Let's look at how we compare a text query to an image in Python using the OpenCLIP library.

import torch
import open_clip
from PIL import Image

# 1. Load the model and the pre-processor
model, _, preprocess = open_clip.create_model_and_transforms('ViT-B-32', pretrained='openai')
tokenizer = open_clip.get_tokenizer('ViT-B-32')

# 2. Encode an Image
image = preprocess(Image.open("dog.jpg")).unsqueeze(0)
with torch.no_grad():
    image_features = model.encode_image(image)
    image_features /= image_features.norm(dim=-1, keepdim=True) # Normalize

# 3. Encode some Text
text = tokenizer(["a photo of a dog", "a photo of a cat"])
with torch.no_grad():
    text_features = model.encode_text(text)
    text_features /= text_features.norm(dim=-1, keepdim=True) # Normalize

# 4. Compare (Cosine Similarity)
similarity = (100.0 * image_features @ text_features.T).softmax(dim=-1)
print(f"Similarity: {similarity}")

6. Challenges of Multi-modal Search

  1. Dimensionality: Multi-modal vectors are often large (512D or 1024D), leading to higher storage costs.
  2. Context Window: While text-only models handle thousands of words, multi-modal models often have small limits (e.g., CLIP only "sees" the first 77 tokens of a description).
  3. Hardware: Running these models locally (Chroma) requires a GPU for reasonable speeds.

Summary and Key Takeaways

Multi-modality is the bridge between AI and the physical world.
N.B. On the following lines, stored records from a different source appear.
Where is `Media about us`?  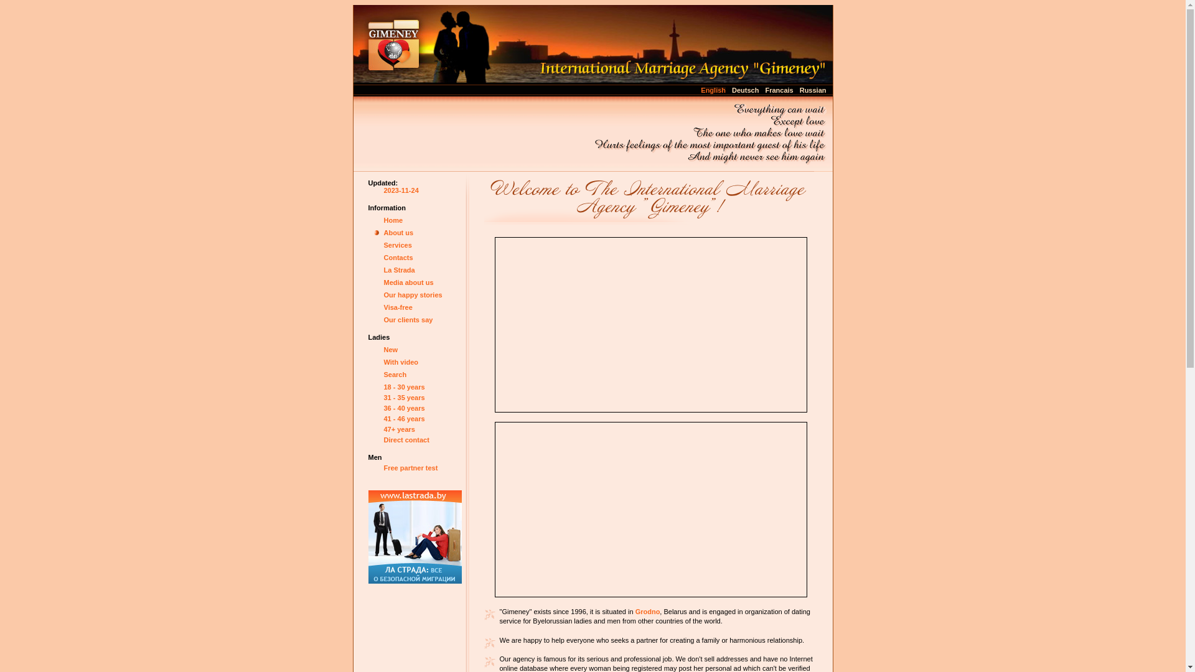
Media about us is located at coordinates (408, 283).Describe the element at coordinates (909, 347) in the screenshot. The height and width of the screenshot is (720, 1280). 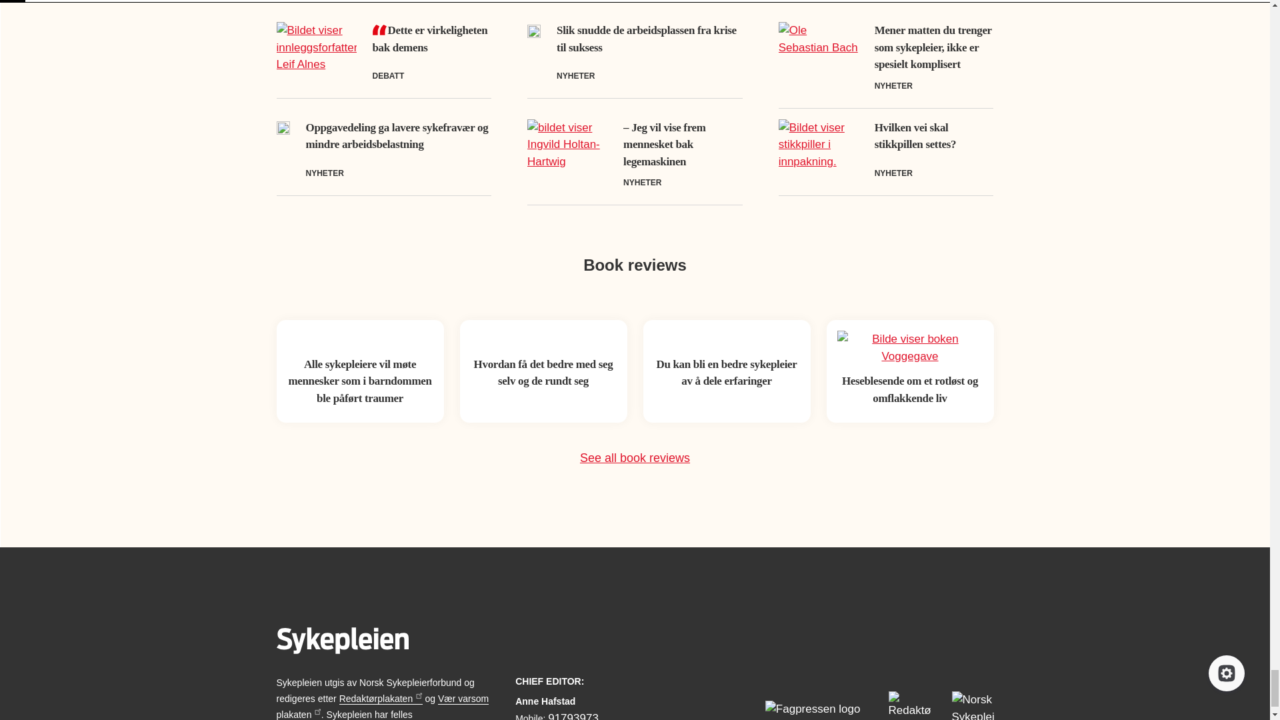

  1. Alignment is the process of putting different data types into one vector space.
  2. CLIP provides the foundation for Image-to-Text and Text-to-Image search.
  3. ImageBind extends this to audio, motion, and 3D data.
  4. Coordinate Search: In a multi-modal database, a "Query" can be an image, and a "Result" can be a video.

In the next lesson, we will look at Storing Image and Video Vectors, focusing on the practical pipeline of chunking a video into frames for indexing.


Exercise: Multi-modal Intent

You are building a "Smart Home Security" app.

  • You have camera footage.
  • You have audio from a microphone.
  • You have motion sensor data.
  1. How would ImageBind allow a user to ask "Show me when someone was running outside" using a text query?
  2. Why is a multi-modal vector search better than a "Keyword" search for a video of a person stealing a package?
  3. If you want to find "Barking dogs" in your data using a recording of a bark, is this an Image-to-Audio or an Audio-to-Audio search?

Congratulations on starting Module 9! The world is now your coordinate system.